Study says overweight people live longer than skinny people

There’s one thing most people say, and that’s to stay in shape, because keeping the pounds off is a good thing for your health. And then there’s this study from an epidemiologist named Katherine Flegal at the U.S. Centers for Disease Control And Prevention, claiming that, actually, that may not necessarily be the case.

In fact, she finds, being overweight might actually protect your body against death. As Quartz reports, “Flegal found the lowest mortality rates among people in the overweight to mildly obese categories.”

But death isn’t the only disease Flegal surmises that being overweight helps combat:

Being overweight is now believed to help protect patients with an increasingly long list of medical problems, including pneumonia, burns, stroke, cancer, hypertension, and heart disease.

Flegal’s been blasted by a number of critics, and not in particularly nice ways; one Harvard epidemiologist, Walter Willett, called Flegal’s study a “pile of rubbish” back in 2013, Nature reports.
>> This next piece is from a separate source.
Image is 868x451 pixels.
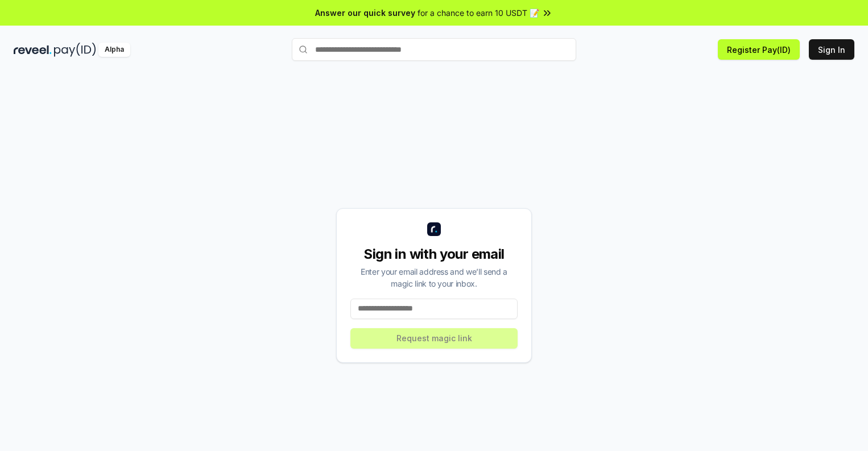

But Flegal (and other researchers) have been hard at work confirming the validity of this “obesity paradox,” and, as Quartz writes, it’s becoming a legitimately accepted scientific phenomenon. “Willett’s complaints are starting to look less credible, however, because no one has been able to make the paradox go away,” they write.

There’s a number of theories to explain the paradox—some believe overweight people receive better medical treatment, others think the extremely ill are lumped in with physically fit peoplei in studies—but nothing here is definite.

Maybe don’t feel too guilty about the three bags of sea salt and vinegar chips you ate at work today.

Michael Rosen is a reporter for Fusion based out of Oakland.